Facing generic competition for its ?little blue pill,? Pfizer recently started selling a chewable form of Viagra in Mexico. It is called Viagra Jet, and Pfizer says it may also market it to other nations in the developing world, if not the United States.

Levitra, another erectile dysfunction drug, is now sold as a dissolvable tablet in nine European countries and may come to American pharmacies as soon as this month under the name Staxyn. That new form of the drug, which fizzes and dissolves in seconds, is marketed in a pocket-size, midnight-black box for men who prefer to take it discreetly, without water.

The third drug for erectile dysfunction to reach the market, Cialis, now eight years old, is racing ahead of the others because of two ideas that have proven extremely popular: an everyday pill and a 36-hour ?weekender.? Cialis is projected to become the top-selling of the three drugs in the world this year, passing Viagra.

The market for drugs to correct erectile dysfunction has passed $5 billion a year from sales to tens of millions of men. And it is increasingly being driven by novel applications to compete with the lower-priced generics on the horizon.

?Gimmick is a strong word, but all of this is designed to create new brand identities,? Joseph P Alukal, an assistant professor and director of reproductive health at the New York University School of Medicine, said. ?A newer product, less expensive, and a new form of taking it ? all that might convince more people to try it.?

Research is also under way in Brazil on a faster-acting form of the drugs, which increase blood flow by relaxing smooth muscle cells. While the existing pills enter the bloodstream indirectly by way of the stomach, intestines and liver, this form would enter more directly, dissolving in a capillary-rich space under the tongue and increasing the blood flow within 10 or 15 minutes. The research in Brazil involves generic Viagra, but Pfizer says it is not sponsoring the work.

The Mexican experiment with Viagra Jet will show whether the chewable form of the drug has promise in other countries, particularly developing markets, Susan O?Connor, Pfizer?s vice-president of global commercial development, said. Studies showed most Mexican men who used Viagra ground it up to make it easier to swallow or in the belief it would start acting faster.

In explaining why the drug is being test-marketed in Mexico, O?Connor cited ?patient preference, found in market research.? Mexico is the biggest market for Viagra in the developing world, with about $55 million in sales last year. At this point, Pfizer does not have plans to bring Viagra Jet to the United States, she said.

In America, Pfizer is battling to keep low-price generic competition off the shelves a year from now, when the drug?s patent expires. The generic pills would cost only a fraction of the $10 or more that each pill now costs. Bayer, meanwhile, has introduced the dissolvable form of its Levitra drug in Austria, France, Hungary, Germany, Spain, Poland, Sweden, Denmark and Britain, where it went on sale in late March.

The drug is called Levitra ODT, for orodispersible tablets. It comes in a thin black package the size of a half-dozen stacked credit cards, with four pills on a card that slides out.

?It?s pocket-friendly, discreet and gives the product a playful edge over its competitors,? Thomas Proske, global brand manager for Levitra at Bayer Healthcare, said in a statement. The same pill was approved in the United States last June under the brand name Staxyn. It will be available in pharmacies this month, according to Jess Macnaught, marketing executive with Burgopak Design and Packaging, the London company that designed the new black package.

GlaxoSmithKline and Merck have licensed American rights from Bayer, but they declined to reveal when the drug would be introduced. Last year, they said Staxyn would reach the market in late 2010.

Worldwide sales of erectile dysfunction drugs grew 6.9 percent in 2010, to about $5 billion, and 4.7 percent in 2009, according to the industry data firm IMS Health.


> **What you have to do**: Among the entries that follow, find the lines containing the string "params" and copy them.

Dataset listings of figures
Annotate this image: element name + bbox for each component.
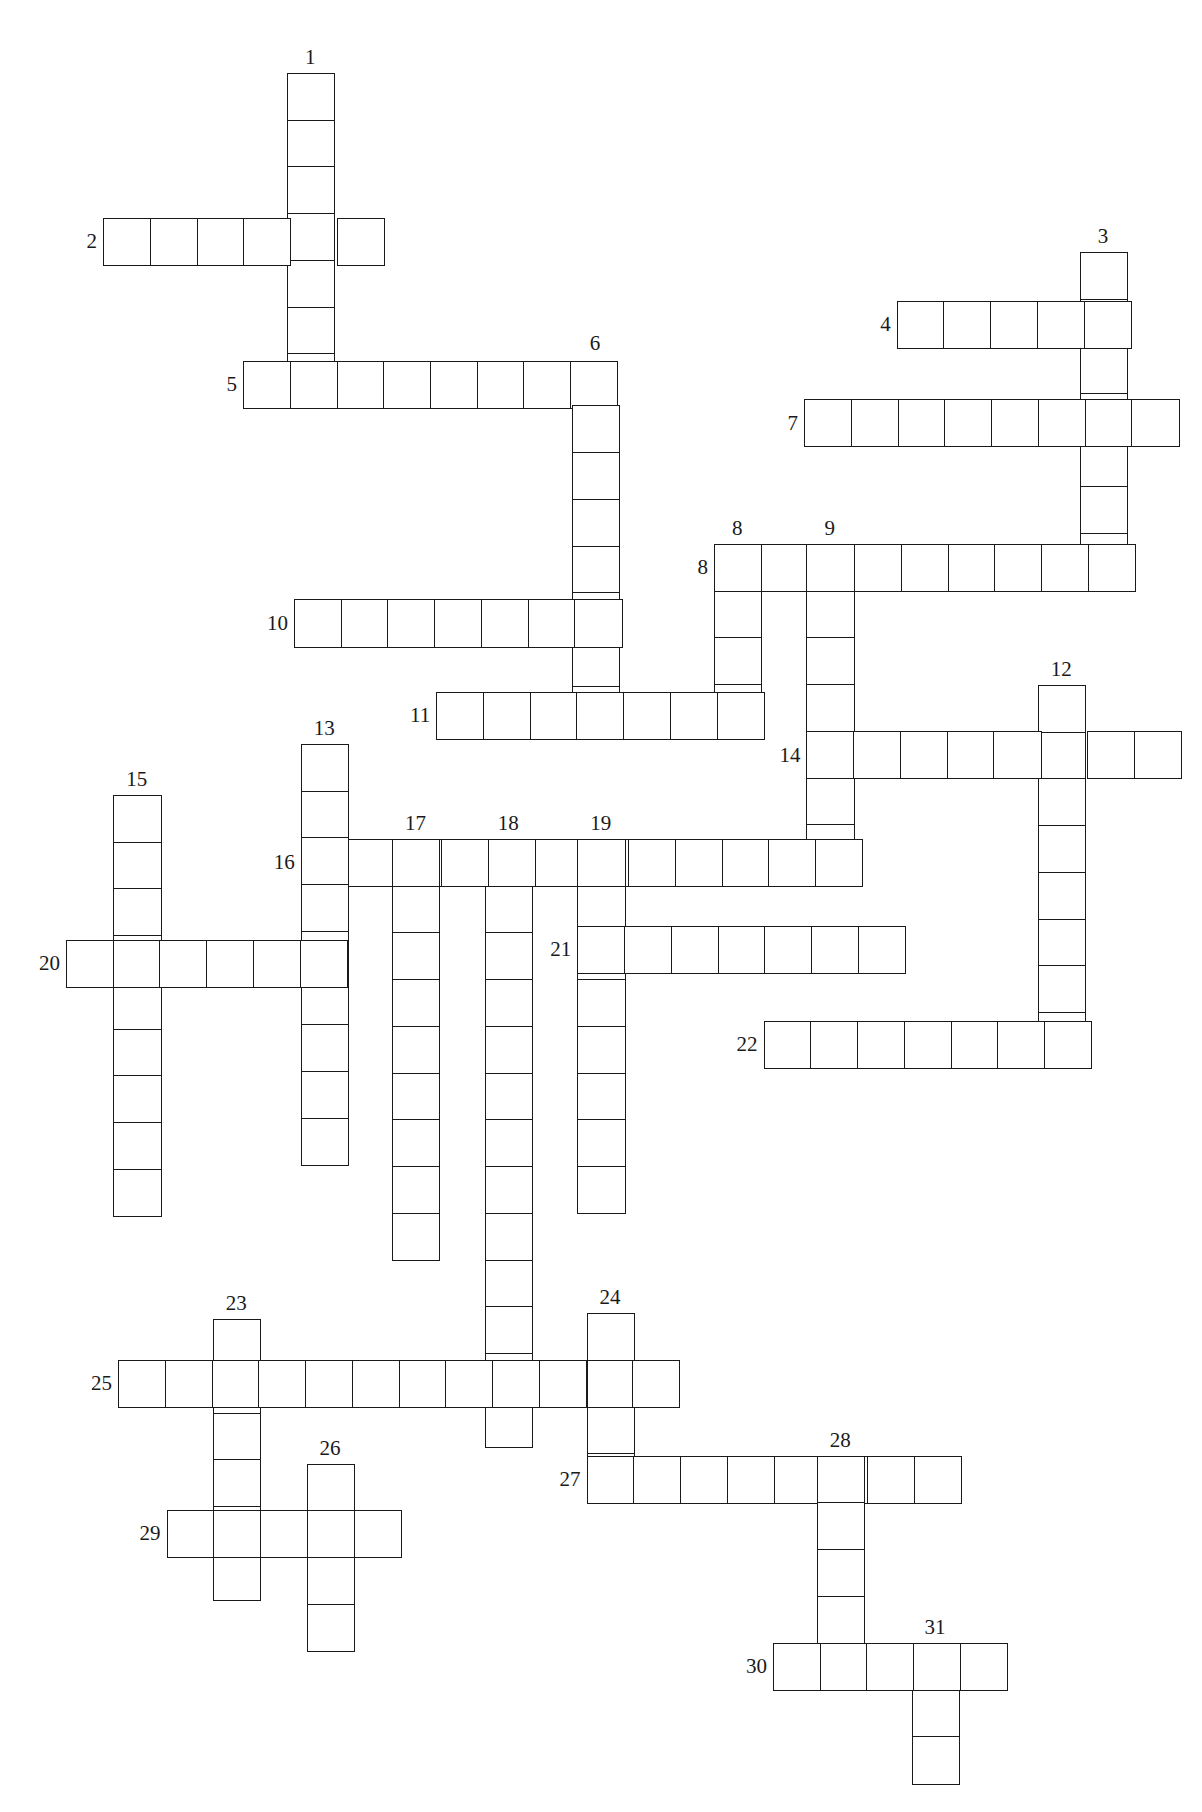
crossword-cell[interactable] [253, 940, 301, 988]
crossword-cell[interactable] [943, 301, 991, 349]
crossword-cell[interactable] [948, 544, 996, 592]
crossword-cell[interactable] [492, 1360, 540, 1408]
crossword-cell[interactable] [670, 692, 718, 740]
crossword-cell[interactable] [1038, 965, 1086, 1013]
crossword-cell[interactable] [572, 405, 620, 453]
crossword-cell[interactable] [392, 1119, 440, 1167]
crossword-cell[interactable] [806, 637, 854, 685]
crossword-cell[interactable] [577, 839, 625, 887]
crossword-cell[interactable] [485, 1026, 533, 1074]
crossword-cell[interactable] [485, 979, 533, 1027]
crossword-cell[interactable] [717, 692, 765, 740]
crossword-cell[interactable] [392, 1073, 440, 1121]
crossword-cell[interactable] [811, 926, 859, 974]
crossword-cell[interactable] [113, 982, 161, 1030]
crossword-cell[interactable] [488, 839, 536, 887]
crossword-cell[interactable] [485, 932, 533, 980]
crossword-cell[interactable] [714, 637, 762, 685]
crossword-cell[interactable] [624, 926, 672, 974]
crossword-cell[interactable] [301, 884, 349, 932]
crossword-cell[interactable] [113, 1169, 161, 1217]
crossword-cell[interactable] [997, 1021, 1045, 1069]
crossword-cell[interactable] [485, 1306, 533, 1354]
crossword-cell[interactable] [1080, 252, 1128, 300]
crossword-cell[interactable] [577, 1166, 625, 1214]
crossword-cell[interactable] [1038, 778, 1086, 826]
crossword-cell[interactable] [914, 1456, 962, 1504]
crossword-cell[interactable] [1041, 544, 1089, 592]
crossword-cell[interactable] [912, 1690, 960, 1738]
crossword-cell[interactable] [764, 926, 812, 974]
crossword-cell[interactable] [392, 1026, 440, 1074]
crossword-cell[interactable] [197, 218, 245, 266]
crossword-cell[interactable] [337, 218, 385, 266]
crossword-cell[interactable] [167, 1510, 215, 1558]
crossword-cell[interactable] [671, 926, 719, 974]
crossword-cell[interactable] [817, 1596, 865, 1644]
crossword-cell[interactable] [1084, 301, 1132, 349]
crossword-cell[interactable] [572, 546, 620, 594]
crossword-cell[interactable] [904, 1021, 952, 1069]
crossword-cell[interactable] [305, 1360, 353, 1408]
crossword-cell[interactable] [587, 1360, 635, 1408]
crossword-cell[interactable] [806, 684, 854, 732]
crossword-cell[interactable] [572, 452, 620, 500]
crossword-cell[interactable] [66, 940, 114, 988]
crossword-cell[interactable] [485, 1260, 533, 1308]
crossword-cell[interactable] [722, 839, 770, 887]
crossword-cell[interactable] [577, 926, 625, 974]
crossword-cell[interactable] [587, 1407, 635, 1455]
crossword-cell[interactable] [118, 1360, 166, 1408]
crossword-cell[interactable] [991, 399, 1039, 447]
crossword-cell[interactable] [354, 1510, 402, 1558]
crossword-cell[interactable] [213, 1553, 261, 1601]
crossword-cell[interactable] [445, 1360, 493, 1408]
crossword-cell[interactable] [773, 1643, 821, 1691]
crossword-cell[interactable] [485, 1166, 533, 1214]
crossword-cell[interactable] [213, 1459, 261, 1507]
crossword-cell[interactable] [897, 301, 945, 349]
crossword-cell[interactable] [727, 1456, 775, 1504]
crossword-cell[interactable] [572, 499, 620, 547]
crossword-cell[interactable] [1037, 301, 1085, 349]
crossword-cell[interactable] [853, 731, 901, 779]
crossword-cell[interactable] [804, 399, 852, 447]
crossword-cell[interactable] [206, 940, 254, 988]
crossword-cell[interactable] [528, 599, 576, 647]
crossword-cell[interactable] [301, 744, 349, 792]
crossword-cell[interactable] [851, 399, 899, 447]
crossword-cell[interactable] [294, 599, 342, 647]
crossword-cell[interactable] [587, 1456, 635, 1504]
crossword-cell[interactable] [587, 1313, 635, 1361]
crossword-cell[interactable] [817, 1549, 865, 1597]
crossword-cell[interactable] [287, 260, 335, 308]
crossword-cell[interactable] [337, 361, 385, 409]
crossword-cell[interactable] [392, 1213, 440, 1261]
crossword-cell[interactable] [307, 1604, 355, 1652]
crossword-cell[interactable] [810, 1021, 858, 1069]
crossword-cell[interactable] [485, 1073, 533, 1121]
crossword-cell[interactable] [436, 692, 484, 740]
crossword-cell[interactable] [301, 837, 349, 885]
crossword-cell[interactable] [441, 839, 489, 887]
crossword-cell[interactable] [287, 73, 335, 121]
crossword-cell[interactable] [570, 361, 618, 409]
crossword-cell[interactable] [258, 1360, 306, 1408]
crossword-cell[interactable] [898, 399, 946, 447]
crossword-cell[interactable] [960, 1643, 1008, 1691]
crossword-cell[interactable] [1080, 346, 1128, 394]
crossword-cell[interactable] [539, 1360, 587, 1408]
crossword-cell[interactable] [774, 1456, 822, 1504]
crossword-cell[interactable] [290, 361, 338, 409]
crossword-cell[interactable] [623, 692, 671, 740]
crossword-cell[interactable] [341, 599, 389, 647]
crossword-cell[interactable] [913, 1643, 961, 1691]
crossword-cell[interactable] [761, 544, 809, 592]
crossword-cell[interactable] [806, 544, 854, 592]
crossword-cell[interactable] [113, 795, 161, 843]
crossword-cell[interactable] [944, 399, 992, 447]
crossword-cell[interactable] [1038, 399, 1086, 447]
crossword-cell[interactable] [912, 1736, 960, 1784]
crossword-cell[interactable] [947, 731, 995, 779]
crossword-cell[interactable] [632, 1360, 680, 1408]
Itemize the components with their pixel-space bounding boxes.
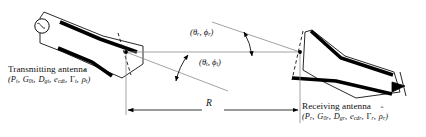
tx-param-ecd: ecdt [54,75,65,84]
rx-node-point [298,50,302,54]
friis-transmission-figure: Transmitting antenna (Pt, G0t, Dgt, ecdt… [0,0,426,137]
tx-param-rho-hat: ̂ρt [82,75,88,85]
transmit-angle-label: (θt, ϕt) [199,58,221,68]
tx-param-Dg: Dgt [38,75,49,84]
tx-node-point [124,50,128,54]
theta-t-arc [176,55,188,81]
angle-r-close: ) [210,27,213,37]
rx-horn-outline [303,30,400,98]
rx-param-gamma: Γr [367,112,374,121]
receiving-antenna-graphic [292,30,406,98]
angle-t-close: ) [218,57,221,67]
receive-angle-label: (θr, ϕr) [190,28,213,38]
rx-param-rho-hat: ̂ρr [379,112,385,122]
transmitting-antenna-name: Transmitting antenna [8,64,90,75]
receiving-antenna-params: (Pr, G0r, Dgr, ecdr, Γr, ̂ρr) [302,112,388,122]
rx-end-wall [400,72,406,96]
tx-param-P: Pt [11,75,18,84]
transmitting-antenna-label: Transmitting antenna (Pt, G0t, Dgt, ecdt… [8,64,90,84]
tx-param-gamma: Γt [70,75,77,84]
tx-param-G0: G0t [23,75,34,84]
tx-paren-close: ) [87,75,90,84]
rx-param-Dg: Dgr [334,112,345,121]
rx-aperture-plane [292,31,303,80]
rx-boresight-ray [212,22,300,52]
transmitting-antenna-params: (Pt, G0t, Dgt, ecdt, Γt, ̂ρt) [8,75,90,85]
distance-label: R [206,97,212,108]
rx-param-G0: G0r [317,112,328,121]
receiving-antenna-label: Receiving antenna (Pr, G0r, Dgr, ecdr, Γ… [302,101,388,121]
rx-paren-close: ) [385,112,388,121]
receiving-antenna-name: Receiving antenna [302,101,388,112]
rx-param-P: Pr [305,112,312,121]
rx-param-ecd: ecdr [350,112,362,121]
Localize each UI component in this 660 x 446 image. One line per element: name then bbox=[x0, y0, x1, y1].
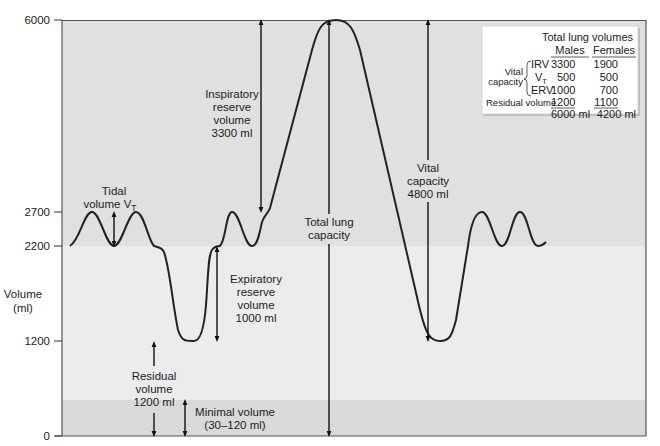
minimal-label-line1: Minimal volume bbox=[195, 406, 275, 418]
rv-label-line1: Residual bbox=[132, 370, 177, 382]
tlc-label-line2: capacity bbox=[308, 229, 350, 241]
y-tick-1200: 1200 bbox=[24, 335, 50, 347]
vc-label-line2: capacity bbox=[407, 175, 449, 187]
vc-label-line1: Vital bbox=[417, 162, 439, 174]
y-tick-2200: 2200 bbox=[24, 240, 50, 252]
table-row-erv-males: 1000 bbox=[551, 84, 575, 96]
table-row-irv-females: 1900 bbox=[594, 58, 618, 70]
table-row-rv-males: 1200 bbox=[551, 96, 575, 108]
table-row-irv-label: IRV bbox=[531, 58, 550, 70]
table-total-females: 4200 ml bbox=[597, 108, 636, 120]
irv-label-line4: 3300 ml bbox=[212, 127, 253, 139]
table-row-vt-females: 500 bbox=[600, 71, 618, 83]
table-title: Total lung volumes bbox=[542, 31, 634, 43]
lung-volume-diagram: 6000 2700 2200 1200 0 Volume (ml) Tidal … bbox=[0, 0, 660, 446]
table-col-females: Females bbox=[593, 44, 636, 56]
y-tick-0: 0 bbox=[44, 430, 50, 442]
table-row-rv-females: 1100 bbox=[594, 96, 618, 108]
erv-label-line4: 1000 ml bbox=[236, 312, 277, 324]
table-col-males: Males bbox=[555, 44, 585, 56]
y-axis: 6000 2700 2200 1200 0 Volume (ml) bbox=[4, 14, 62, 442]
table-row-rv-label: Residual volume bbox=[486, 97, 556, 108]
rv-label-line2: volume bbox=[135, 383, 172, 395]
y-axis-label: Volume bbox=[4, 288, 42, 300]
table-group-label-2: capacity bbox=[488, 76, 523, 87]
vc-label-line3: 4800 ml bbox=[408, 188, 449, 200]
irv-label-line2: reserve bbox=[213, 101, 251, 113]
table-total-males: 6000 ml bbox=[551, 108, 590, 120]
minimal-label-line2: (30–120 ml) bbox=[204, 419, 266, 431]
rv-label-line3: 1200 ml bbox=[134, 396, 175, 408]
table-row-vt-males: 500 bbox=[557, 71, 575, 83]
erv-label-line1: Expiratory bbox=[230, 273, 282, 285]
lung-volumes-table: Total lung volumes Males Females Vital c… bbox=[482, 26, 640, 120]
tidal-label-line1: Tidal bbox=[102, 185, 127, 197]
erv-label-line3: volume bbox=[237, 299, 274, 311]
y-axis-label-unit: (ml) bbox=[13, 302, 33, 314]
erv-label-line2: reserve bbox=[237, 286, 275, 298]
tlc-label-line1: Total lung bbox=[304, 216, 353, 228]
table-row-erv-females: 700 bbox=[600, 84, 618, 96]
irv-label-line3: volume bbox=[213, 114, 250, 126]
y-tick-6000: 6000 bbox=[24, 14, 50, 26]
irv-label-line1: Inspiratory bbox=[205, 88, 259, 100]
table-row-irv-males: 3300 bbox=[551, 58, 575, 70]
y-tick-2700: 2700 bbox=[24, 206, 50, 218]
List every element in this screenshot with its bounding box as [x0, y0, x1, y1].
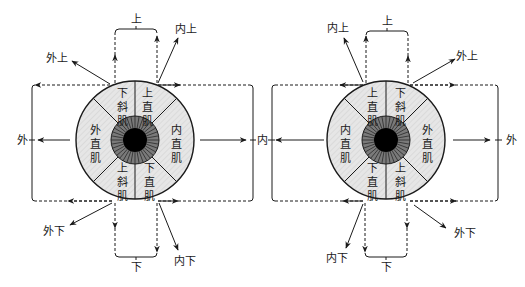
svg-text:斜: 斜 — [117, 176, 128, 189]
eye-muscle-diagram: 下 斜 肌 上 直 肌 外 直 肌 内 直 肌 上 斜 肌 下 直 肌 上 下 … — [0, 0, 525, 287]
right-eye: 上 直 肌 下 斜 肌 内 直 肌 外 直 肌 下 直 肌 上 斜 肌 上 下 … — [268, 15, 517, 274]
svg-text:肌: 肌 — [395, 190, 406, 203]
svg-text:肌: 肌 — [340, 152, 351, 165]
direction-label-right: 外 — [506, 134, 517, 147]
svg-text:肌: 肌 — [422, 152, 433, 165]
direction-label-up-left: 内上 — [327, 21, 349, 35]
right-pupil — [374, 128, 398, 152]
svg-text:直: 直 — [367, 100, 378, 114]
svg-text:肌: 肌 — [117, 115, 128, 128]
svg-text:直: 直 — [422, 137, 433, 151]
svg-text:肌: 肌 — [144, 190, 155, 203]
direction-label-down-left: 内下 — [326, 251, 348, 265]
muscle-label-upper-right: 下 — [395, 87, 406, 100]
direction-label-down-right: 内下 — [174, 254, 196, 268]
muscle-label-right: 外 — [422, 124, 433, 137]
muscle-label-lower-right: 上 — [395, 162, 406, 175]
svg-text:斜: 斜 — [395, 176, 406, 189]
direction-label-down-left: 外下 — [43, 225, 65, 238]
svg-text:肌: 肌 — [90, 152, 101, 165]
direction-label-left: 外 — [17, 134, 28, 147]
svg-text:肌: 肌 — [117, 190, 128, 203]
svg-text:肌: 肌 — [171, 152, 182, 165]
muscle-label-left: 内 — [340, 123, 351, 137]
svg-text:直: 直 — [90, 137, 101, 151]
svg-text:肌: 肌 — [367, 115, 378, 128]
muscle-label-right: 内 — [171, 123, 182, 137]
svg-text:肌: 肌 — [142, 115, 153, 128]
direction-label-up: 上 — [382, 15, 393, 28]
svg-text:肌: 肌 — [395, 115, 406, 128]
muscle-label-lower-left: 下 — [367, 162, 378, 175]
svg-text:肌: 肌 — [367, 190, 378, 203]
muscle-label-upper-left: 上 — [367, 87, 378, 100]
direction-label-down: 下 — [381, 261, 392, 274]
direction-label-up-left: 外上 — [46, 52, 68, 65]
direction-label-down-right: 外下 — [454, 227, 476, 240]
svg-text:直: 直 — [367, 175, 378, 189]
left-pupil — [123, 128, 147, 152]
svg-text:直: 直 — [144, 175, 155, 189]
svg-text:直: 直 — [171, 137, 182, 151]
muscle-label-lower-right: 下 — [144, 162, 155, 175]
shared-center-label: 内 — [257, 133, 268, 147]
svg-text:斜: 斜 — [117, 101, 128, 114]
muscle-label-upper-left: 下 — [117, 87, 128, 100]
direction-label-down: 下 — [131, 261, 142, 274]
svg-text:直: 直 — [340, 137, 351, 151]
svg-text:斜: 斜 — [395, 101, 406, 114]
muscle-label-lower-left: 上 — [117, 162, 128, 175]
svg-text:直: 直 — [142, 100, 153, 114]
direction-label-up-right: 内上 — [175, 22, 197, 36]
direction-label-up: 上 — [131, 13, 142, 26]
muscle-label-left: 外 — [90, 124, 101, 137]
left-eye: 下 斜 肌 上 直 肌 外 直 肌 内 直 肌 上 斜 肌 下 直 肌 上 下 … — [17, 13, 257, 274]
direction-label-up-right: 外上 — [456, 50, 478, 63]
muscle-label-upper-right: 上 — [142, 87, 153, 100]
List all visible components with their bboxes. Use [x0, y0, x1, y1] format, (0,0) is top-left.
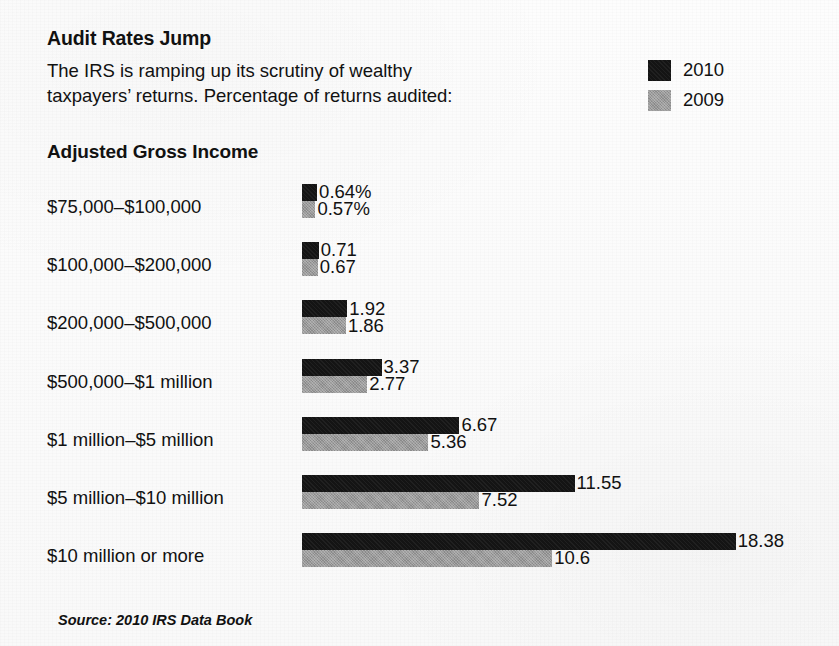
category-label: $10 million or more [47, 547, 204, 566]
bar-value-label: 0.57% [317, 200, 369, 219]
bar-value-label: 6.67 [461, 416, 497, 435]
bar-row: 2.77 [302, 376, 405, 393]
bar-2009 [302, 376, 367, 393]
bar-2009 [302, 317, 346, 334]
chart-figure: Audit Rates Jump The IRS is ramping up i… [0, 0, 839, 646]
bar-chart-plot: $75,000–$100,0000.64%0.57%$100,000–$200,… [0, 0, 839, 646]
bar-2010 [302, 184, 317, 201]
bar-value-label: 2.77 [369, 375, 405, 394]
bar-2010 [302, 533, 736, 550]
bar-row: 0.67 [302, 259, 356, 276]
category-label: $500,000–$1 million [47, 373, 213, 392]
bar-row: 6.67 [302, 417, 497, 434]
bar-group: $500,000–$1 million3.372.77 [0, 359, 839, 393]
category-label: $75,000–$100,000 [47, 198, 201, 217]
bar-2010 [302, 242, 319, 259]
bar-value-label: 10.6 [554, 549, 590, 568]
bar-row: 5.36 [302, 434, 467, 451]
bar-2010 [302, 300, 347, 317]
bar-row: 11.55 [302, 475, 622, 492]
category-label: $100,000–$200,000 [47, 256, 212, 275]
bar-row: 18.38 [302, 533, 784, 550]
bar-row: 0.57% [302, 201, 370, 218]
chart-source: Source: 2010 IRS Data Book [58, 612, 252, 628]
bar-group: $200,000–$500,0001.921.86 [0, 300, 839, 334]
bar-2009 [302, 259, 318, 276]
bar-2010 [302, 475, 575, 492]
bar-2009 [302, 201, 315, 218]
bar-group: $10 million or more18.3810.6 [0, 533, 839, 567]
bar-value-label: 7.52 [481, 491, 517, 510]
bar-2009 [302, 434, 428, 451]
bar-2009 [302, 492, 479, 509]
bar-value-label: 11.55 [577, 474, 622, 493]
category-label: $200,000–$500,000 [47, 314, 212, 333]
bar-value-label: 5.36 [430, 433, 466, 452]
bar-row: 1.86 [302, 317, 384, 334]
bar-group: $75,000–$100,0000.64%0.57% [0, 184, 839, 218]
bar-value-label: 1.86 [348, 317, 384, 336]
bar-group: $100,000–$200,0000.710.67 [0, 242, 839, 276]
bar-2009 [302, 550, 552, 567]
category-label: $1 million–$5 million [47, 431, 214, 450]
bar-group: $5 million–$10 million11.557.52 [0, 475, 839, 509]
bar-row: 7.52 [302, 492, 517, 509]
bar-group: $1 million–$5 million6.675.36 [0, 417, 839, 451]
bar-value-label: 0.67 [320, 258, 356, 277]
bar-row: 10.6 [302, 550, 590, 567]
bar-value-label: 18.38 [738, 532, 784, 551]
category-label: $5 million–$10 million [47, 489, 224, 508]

> **Exercise output**:
receiving-antenna-params: (Pr, G0r, Dgr, ecdr, Γr, ̂ρr) [302,112,388,122]
transmitting-antenna-params: (Pt, G0t, Dgt, ecdt, Γt, ̂ρt) [8,75,90,85]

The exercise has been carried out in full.